By Barnops at 5:09 PM ON 01/19/09

But if the memory is built right into the board then we would never be able to add more of this "new" quicker, better solidstate harddisk space

By xTdub at 5:20 PM ON 01/19/09

@BARNOPS: Um, what? You add more the same way you currently would, buy a new one. No one replaces the platters in their HDDs. Although, it would be nice to be able to upgrade a SSD by just getting a few new chips for it.

By xTdub at 5:30 PM ON 01/19/09

Nevermind. I accidently skipped a paragraph.

By TEC at 6:35 PM ON 01/19/09

Wonderful concept, Yes it would improve performance exponentially but if one of the chips in the series dies your screwed. And at least when a standard HDD starts to go you normally can rescue the data no matter how bad it is. Personally i would never use it for any sort of backing up of data.

By BoxerFanatic at 6:49 PM ON 01/19/09

Don't like the "built in" idea. Too vulnerable to failure. Modular is where it is at, but It is interesting to explore modular options.

Perhaps for a kiosk, or something that can be entirely replaced economically, like a micro-mini, or embedded device, or even phones, like iPhone, already are starting to have storage on board. But anything that costs a certain amount to replace, like a computer motherboard, it is better to keep storage close but separate.

SATA is good, but there was a PCI-Express solid state card that was supposedly testing FAR faster. I think that is going to be the next focus, is finding a channel for maximum transfer speeds to and from the main instruction pipeline, and solving some of the limitations in terms of reading, or especially writing iteration capabilities.

Computer architecture could be poised for a new change in design, with increasing emphasis on graphics core co-processing, and solid state storage coming on strong... new ways of incorporating both closer into the pipeline of instruction processing, in order to increase speed, thermal management, and compact modularity...

The near-intermediate term design changes for future computers could be interesting, and up for some more fundamental changes than we've seen in a few years, rather than just speed bumps and size reduction.


By Ron at 11:48 PM ON 01/19/09

Is this what Sarah Connor warned us about?

By TheOriginalGiga at 10:22 AM ON 01/20/09

@Tec: you're right, if one chip fails in a circuit, they all fail and lose all your data. But what about blowing a servo in a platter drive and/or getting the dreaded click of death? there's always going to be a failure rate.

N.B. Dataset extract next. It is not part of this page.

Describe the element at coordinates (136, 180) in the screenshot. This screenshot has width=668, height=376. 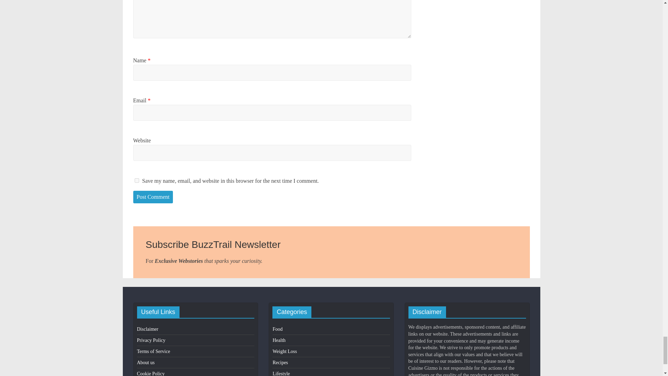
I see `yes` at that location.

@boxerfanatic: I agree with you that not ALL storage should be built in to the mainboard, but how nice would it be to have enough to run your OS from? can we say almost instant bootup? and as you said, Sata is good, I'd say SATA is great, but it's an old technology, just like USB 3.0 is replacing USB 2.0 SATA will be replaced by something faster.

But as always technology comes and goes, just like the BetaMax and the Slot A processor (how many remember that one?), either something will win over another, or a technology will come and go in the blink of an eye replaced by something even bigger and better, all we can do is wait and see for what the minds create for us next.

@Ron: I welcome our new mechanical overlords, and you should to!